Finnish school shooter chatted online with Pa. teen, attorney says

PHILADELPHIA — A teenager who admitted plotting a school attack near Philadelphia had chatted online about the Columbine massacre with a teenage outcast who killed eight people and himself in a high school shooting in Finland, the Pennsylvania boy’s attorney said Monday.

But the teen was “horrified” when he found out about the Finnish attack and said he never would have suspected him of following through on a violent act, the attorney said.

Finnish police said material seized from the computer of Pekka-Eric Auvinen suggests the 18-year-old had communicated online with Dillon Cossey, 14, who was arrested in October for allegedly preparing a attack at Plymouth Whitemarsh High School in suburban Philadelphia.

Cossey’s attorney, J. David Farrell, said he showed Auvinen’s online screen name to his client Monday and he rememebered communicating with him about video games and the 1999 Columbine massacre in Colorado and exchanging videos they found on the Internet.

“They had discussed certain video games and shared videos with each other,” Farrell said. “Obviously, Columbine was a shared topic of interest.”

Auvinen killed six students, a nurse and the principal Wednesday in Tuusula, about 30 miles north of the Finnish capital, Helsinki. He then shot himself in the head, and died hours later at a hospital.

Finnish investigators have said Auvinen left a suicide note for his family and foreshadowed the attack in YouTube postings. On Monday, Rabbe von Hertzen, a detective in the case, said Auvinen is believed to have written the suicide note on Nov. 5, suggesting he had planned the attacks for at least two days.

Police have described Auvinen as a bullied teenage outcast consumed with anger against society.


**REQUIRED ACTION**
The whole listing needs retyping exactly; keep the pictures out of it.

───── MATERIAL SUPPLIED

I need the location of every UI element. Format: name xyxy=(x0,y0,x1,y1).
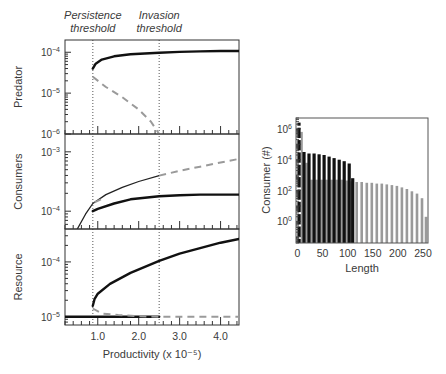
series-unstable xyxy=(93,77,159,134)
x-axis-label-length: Length xyxy=(345,262,379,274)
y-tick-label: 10−3 xyxy=(41,146,60,158)
bar-gray xyxy=(376,184,379,243)
panel-consumers: 10−310−4Consumers xyxy=(12,134,239,229)
length-distribution-chart: 106104102100050100150200250 Length Consu… xyxy=(260,118,432,274)
bar-black xyxy=(302,152,305,243)
bar-gray xyxy=(360,182,363,243)
y-tick-label: 10−6 xyxy=(41,128,60,140)
x-tick-label: 0 xyxy=(295,247,301,259)
x-tick-label: 100 xyxy=(339,247,357,259)
y-tick-label: 102 xyxy=(277,185,292,197)
panel-frame xyxy=(65,229,239,325)
x-tick-label: 1.0 xyxy=(90,330,105,342)
bar-gap xyxy=(297,126,301,128)
bar-black xyxy=(348,164,351,244)
figure: PersistencethresholdInvasionthreshold 10… xyxy=(0,0,446,374)
productivity-x-axis: 1.02.03.04.0 xyxy=(90,330,228,342)
bar-gray xyxy=(406,189,409,243)
threshold-label: threshold xyxy=(70,22,116,34)
bar-black xyxy=(333,158,336,243)
x-tick-label: 250 xyxy=(414,247,432,259)
y-tick-label: 104 xyxy=(277,154,292,166)
threshold-label: Invasion xyxy=(139,9,180,21)
panel-frame xyxy=(65,134,239,229)
threshold-label: threshold xyxy=(137,22,183,34)
series-stable xyxy=(93,195,239,212)
bar-gap xyxy=(297,187,301,189)
threshold-label: Persistence xyxy=(64,9,121,21)
bars xyxy=(297,123,427,243)
bar-gray xyxy=(396,186,399,243)
x-axis-label: Productivity (x 10⁻⁵) xyxy=(103,348,202,360)
bar-gray xyxy=(386,184,389,243)
bar-black xyxy=(343,161,346,243)
y-axis-label: Predator xyxy=(12,66,24,109)
y-tick-label: 106 xyxy=(277,123,292,135)
bar-gray xyxy=(416,194,419,243)
bar-black xyxy=(328,157,331,243)
panels: 10−410−510−6Predator10−310−4Consumers10−… xyxy=(12,40,239,325)
bar-black xyxy=(338,160,341,243)
series-total-after-invasion xyxy=(159,159,239,176)
y-axis-label: Resource xyxy=(12,253,24,300)
series-stable-upper xyxy=(93,239,239,306)
bar-gray xyxy=(391,185,394,243)
y-tick-label: 10−5 xyxy=(41,311,60,323)
bar-black xyxy=(323,155,326,243)
series-stable xyxy=(93,51,239,69)
bar-black xyxy=(307,154,310,244)
bar-gray xyxy=(425,217,428,243)
y-axis-label: Consumers xyxy=(12,153,24,210)
y-tick-label: 10−4 xyxy=(41,205,60,217)
bar-gray xyxy=(411,191,414,243)
y-tick-label: 100 xyxy=(277,215,292,227)
bar-gray xyxy=(371,183,374,243)
series-unstable-lower xyxy=(93,309,239,317)
x-tick-label: 150 xyxy=(364,247,382,259)
x-tick-label: 2.0 xyxy=(131,330,146,342)
panel-resource: 10−410−5Resource xyxy=(12,229,239,325)
bar-gray xyxy=(401,187,404,243)
bar-gray xyxy=(381,184,384,243)
x-tick-label: 50 xyxy=(317,247,329,259)
bar-gray xyxy=(366,183,369,243)
panel-predator: 10−410−510−6Predator xyxy=(12,40,239,140)
y-tick-label: 10−4 xyxy=(41,46,60,58)
bar-black xyxy=(313,154,316,244)
y-tick-label: 10−5 xyxy=(41,87,60,99)
x-tick-label: 4.0 xyxy=(213,330,228,342)
bar-gray xyxy=(421,198,424,243)
bifurcation-chart: PersistencethresholdInvasionthreshold 10… xyxy=(12,9,239,360)
x-tick-label: 200 xyxy=(389,247,407,259)
bar-gray xyxy=(355,182,358,243)
y-axis-label-consumer: Consumer (#) xyxy=(260,146,272,213)
bar-black xyxy=(351,178,354,243)
bar-black xyxy=(318,154,321,243)
x-tick-label: 3.0 xyxy=(172,330,187,342)
y-tick-label: 10−4 xyxy=(41,256,60,268)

──────────

**EXERCISE SOLUTION**
I need the location of every UI element. Format: name xyxy=(x0,y0,x1,y1).
series-unstable xyxy=(93,77,159,134)
x-axis-label-length: Length xyxy=(345,262,379,274)
y-tick-label: 10−3 xyxy=(41,146,60,158)
bar-gray xyxy=(376,184,379,243)
panel-consumers: 10−310−4Consumers xyxy=(12,134,239,229)
length-distribution-chart: 106104102100050100150200250 Length Consu… xyxy=(260,118,432,274)
bar-black xyxy=(302,152,305,243)
bar-gray xyxy=(360,182,363,243)
y-tick-label: 10−6 xyxy=(41,128,60,140)
x-tick-label: 0 xyxy=(295,247,301,259)
x-tick-label: 100 xyxy=(339,247,357,259)
y-tick-label: 102 xyxy=(277,185,292,197)
panel-frame xyxy=(65,229,239,325)
x-tick-label: 1.0 xyxy=(90,330,105,342)
bar-gap xyxy=(297,126,301,128)
bar-black xyxy=(348,164,351,244)
figure: PersistencethresholdInvasionthreshold 10… xyxy=(0,0,446,374)
productivity-x-axis: 1.02.03.04.0 xyxy=(90,330,228,342)
bar-gray xyxy=(406,189,409,243)
threshold-label: threshold xyxy=(70,22,116,34)
bar-black xyxy=(333,158,336,243)
x-tick-label: 250 xyxy=(414,247,432,259)
y-tick-label: 104 xyxy=(277,154,292,166)
threshold-label: Invasion xyxy=(139,9,180,21)
panel-frame xyxy=(65,134,239,229)
threshold-label: threshold xyxy=(137,22,183,34)
series-stable xyxy=(93,195,239,212)
bar-gap xyxy=(297,187,301,189)
threshold-label: Persistence xyxy=(64,9,121,21)
bars xyxy=(297,123,427,243)
bar-gray xyxy=(396,186,399,243)
x-axis-label: Productivity (x 10⁻⁵) xyxy=(103,348,202,360)
bar-gray xyxy=(386,184,389,243)
bar-black xyxy=(343,161,346,243)
y-axis-label: Predator xyxy=(12,66,24,109)
y-tick-label: 106 xyxy=(277,123,292,135)
bar-gray xyxy=(416,194,419,243)
bar-black xyxy=(328,157,331,243)
panels: 10−410−510−6Predator10−310−4Consumers10−… xyxy=(12,40,239,325)
bar-black xyxy=(338,160,341,243)
series-total-after-invasion xyxy=(159,159,239,176)
y-axis-label: Resource xyxy=(12,253,24,300)
series-stable-upper xyxy=(93,239,239,306)
bar-gray xyxy=(391,185,394,243)
y-tick-label: 10−5 xyxy=(41,311,60,323)
bar-black xyxy=(323,155,326,243)
series-stable xyxy=(93,51,239,69)
bar-black xyxy=(307,154,310,244)
bar-gray xyxy=(425,217,428,243)
y-axis-label: Consumers xyxy=(12,153,24,210)
y-tick-label: 10−4 xyxy=(41,205,60,217)
bar-gray xyxy=(411,191,414,243)
y-tick-label: 100 xyxy=(277,215,292,227)
bar-gray xyxy=(371,183,374,243)
series-unstable-lower xyxy=(93,309,239,317)
x-tick-label: 150 xyxy=(364,247,382,259)
x-tick-label: 2.0 xyxy=(131,330,146,342)
panel-resource: 10−410−5Resource xyxy=(12,229,239,325)
bar-gray xyxy=(401,187,404,243)
bar-gray xyxy=(381,184,384,243)
x-tick-label: 50 xyxy=(317,247,329,259)
bar-gray xyxy=(366,183,369,243)
panel-predator: 10−410−510−6Predator xyxy=(12,40,239,140)
y-tick-label: 10−4 xyxy=(41,46,60,58)
bar-black xyxy=(313,154,316,244)
y-tick-label: 10−5 xyxy=(41,87,60,99)
x-tick-label: 4.0 xyxy=(213,330,228,342)
bar-gray xyxy=(421,198,424,243)
bifurcation-chart: PersistencethresholdInvasionthreshold 10… xyxy=(12,9,239,360)
x-tick-label: 200 xyxy=(389,247,407,259)
bar-gray xyxy=(355,182,358,243)
y-axis-label-consumer: Consumer (#) xyxy=(260,146,272,213)
bar-black xyxy=(351,178,354,243)
bar-black xyxy=(318,154,321,243)
x-tick-label: 3.0 xyxy=(172,330,187,342)
y-tick-label: 10−4 xyxy=(41,256,60,268)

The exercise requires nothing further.